For many months now we have been hearing the same question over and over again: when is the next election date? I think it is time to ask a more basic question: why should this be the Prime Minister’s prerogative? 
We should have fixed national election dates every five years. Fixed election dates will improve the fairness of our electoral system by eliminating the ability of the governing party to manipulate the timing of elections for partisan advantage. In the present system adopted from Britain our Prime Minister is able to select a date for a general election and to advise the President to dissolve Parliament. This allows the governing party to set the timing of a general election to its own advantage.
Beyond providing for greater fairness, fixed election dates will improve transparency and predictability. It will also be better for our economy that suffers unnecessarily once speculation about the next national electoral date starts. It is also better for democracy as playing around with the election date makes voters cynical and switches them off from politics. Introducing rules about setting the election date, and taking it out of the hands of the Prime Minister would be another important step in improving and modernizing our democratic institutions and practices.

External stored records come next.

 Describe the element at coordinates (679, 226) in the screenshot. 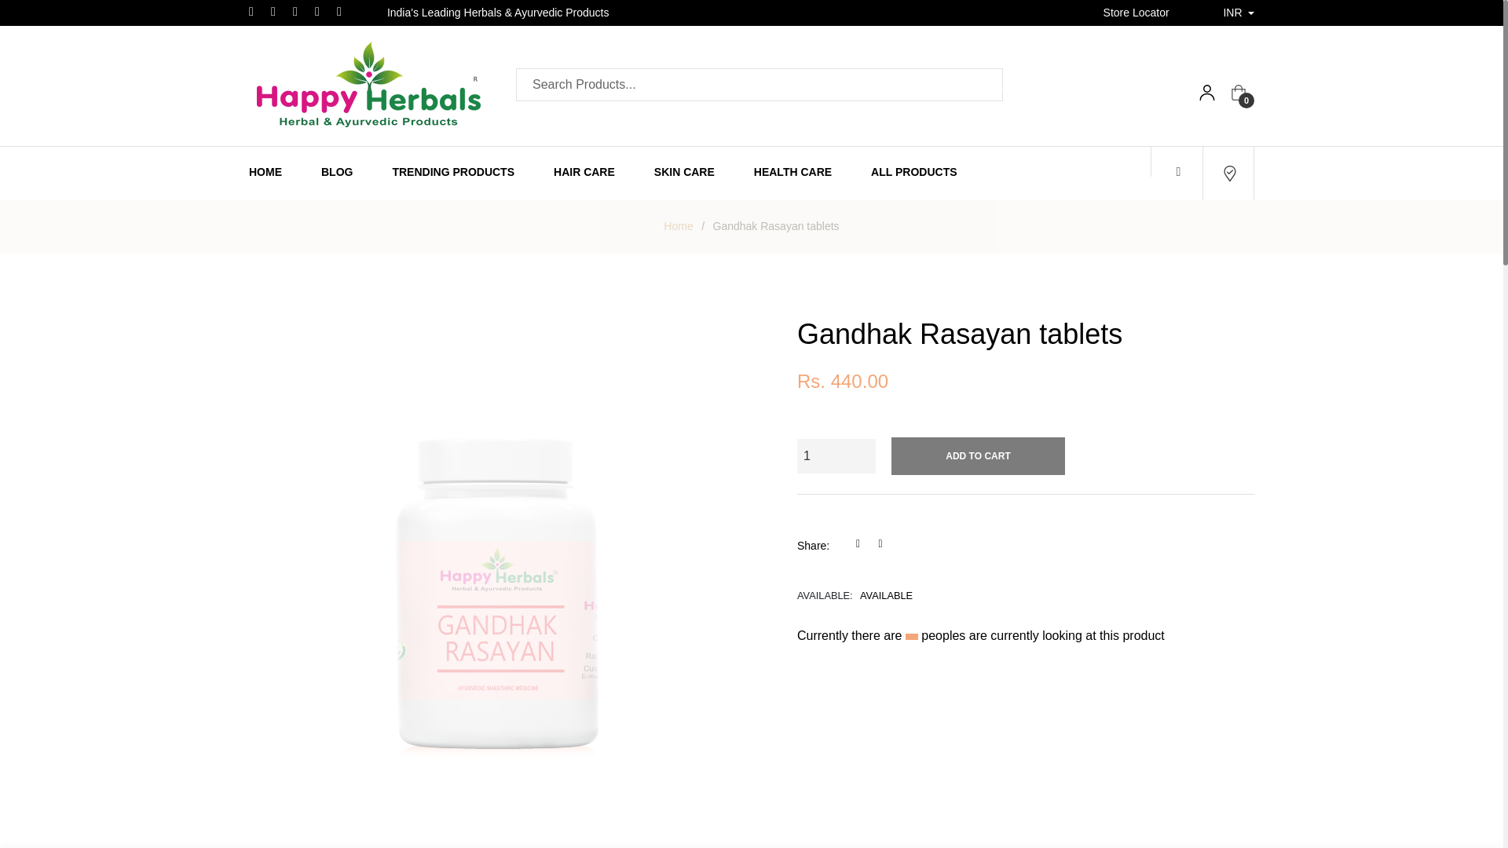

I see `Home` at that location.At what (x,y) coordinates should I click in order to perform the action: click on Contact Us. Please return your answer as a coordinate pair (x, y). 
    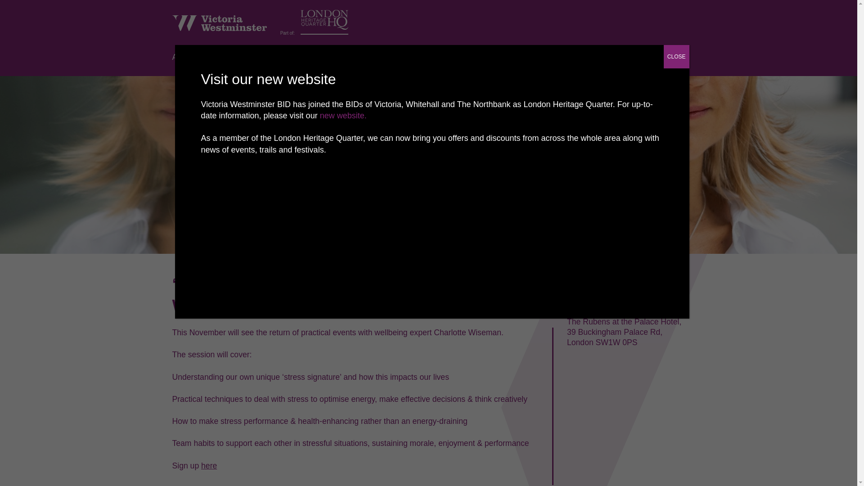
    Looking at the image, I should click on (406, 57). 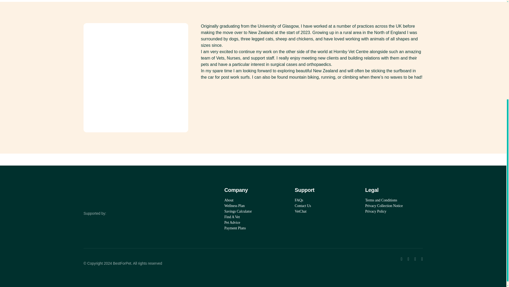 What do you see at coordinates (253, 205) in the screenshot?
I see `Wellness Plan` at bounding box center [253, 205].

Quite a number of countries operate systems of fixed election dates within limiting conditions such as the government losing a vote of confidence. We already have a system of fixed election dates for local councils and for the European Parliament and it works well. We should now have a similar system for the National Parliament.

Balconies come first
Many studies in different countries having a parliamentary democracy show the most generous budgets to be those before the election and the stingiest right after the election. In our pre-electoral season government has generously decided to extend the Timber Balcony Scheme to all Urban Conservations Areas in Malta and Gozo and to all scheduled houses. The scheme gives applicants up to 60 per cent of the money spent on restoring their timber balconies or replacing their existing one, up to a maximum of Lm600.
It is of course a popular measure. It is still not clear to me what kind of budget government has to meet the strong demand. I trawled the Financial Estimates published with the Budget for 2008 and did not find any fund to finance this national Timber Balcony Scheme. I hope that in the coming days the government will clarify the issue. I do not know how many people are set to benefit from this scheme which will not be means tested and all you need is to have a scheduled house or a house in an urban conservation area with a balcony in need of restoration.

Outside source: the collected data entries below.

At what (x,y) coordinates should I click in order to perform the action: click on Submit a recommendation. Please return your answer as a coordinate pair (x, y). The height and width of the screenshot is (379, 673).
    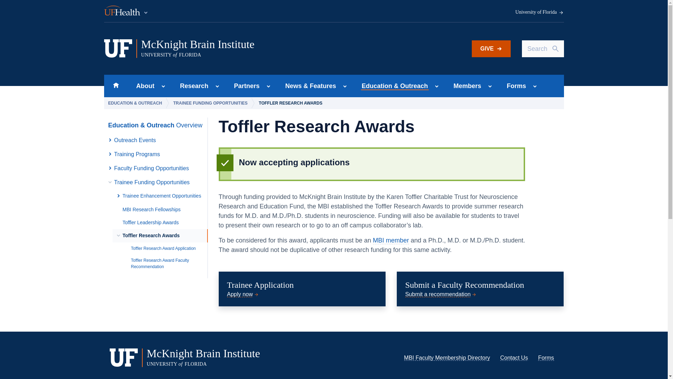
    Looking at the image, I should click on (441, 294).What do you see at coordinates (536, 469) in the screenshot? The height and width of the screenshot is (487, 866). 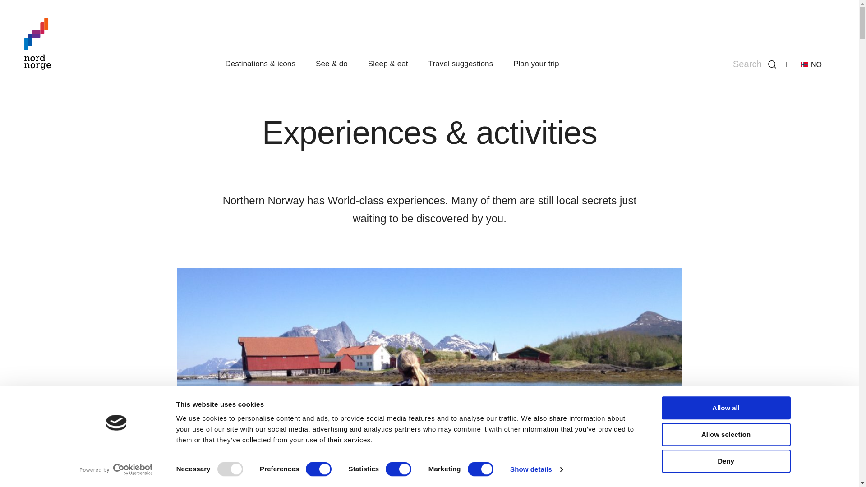 I see `Show details` at bounding box center [536, 469].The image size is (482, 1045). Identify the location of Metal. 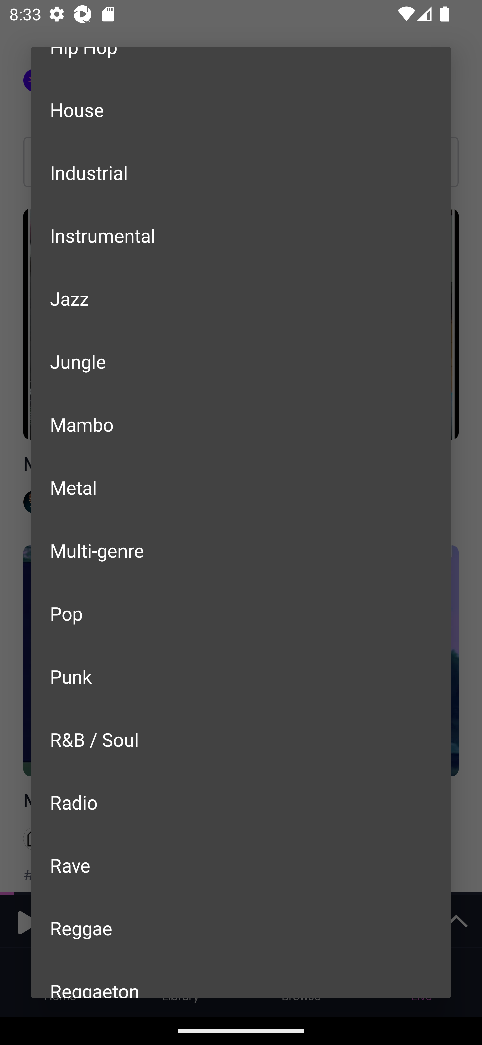
(241, 487).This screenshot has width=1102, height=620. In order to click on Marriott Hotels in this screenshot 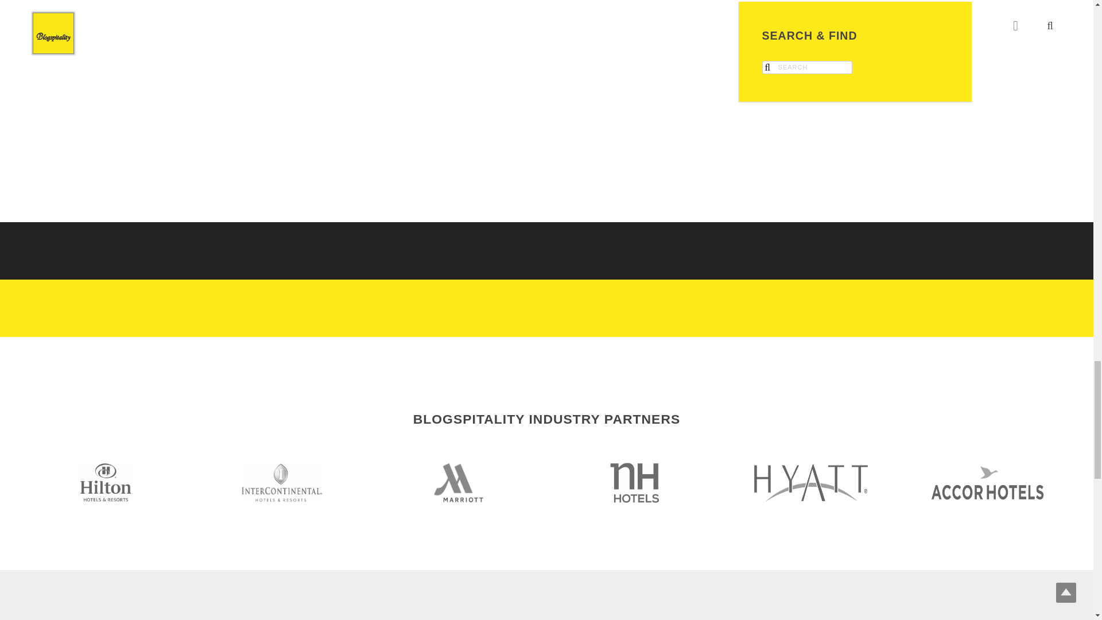, I will do `click(458, 482)`.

I like wooden balconies but I would prefer the government to set its priorities right and if it has money to spare to spend it on those who have cancer rather than on those who have balconies. Some time ago I met a young mother who is going through the trauma of trying to cope with her cancer and also working hard to make money to enable her to buy the medicine Herceptin to treat her. One in every five cases of breast cancer is receptive to Herceptin, but a course of the potentially life-saving drug costs about Lm16, 000 and very few can afford it.

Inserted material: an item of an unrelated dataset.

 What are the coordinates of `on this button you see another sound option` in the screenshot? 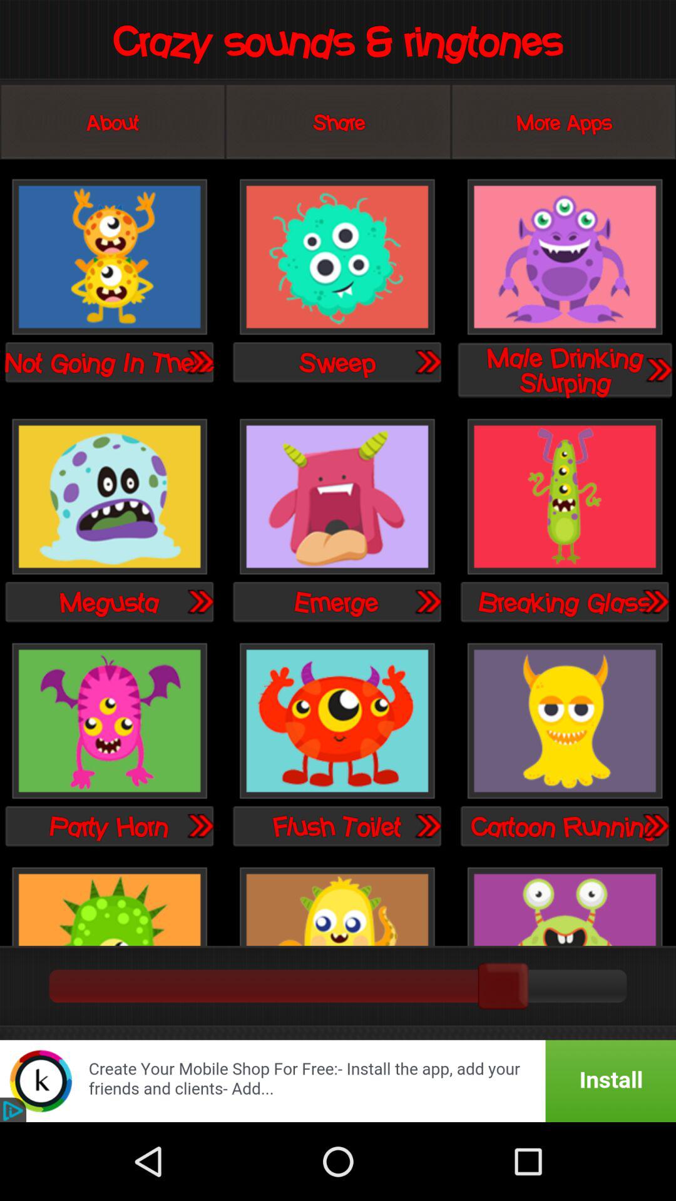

Data from the National Cancer Register show that 245 women were diagnosed with breast cancer in 2005, 222 in 2004 and 218 in 2003. Little is being done by government to help them. There are new drugs (less expensive than Herceptin, but still beyond the means of most women) that may help produce dramatic disappearance of disseminated breast cancer. Government does not have money to spend on these new and very expensive cancer drugs as part of the claimed free and comprehensive National Health Scheme (NHS). Some women with breast cancer have no choice but to obtain loans to pay for their treatment.
Health Minister Louis Deguara was recently quoted as saying that making drugs freely available to cancer sufferers was a question of priorities and cost effectiveness: "If we had unlimited resources I don't think it would be a problem, but many countries, like us, have to prioritise." Apart from putting balconies ahead of cancer in its priorities, government is making matters worse by announcing a national breast screening scheme when it lacks the resources to do so and raising hopes falsely.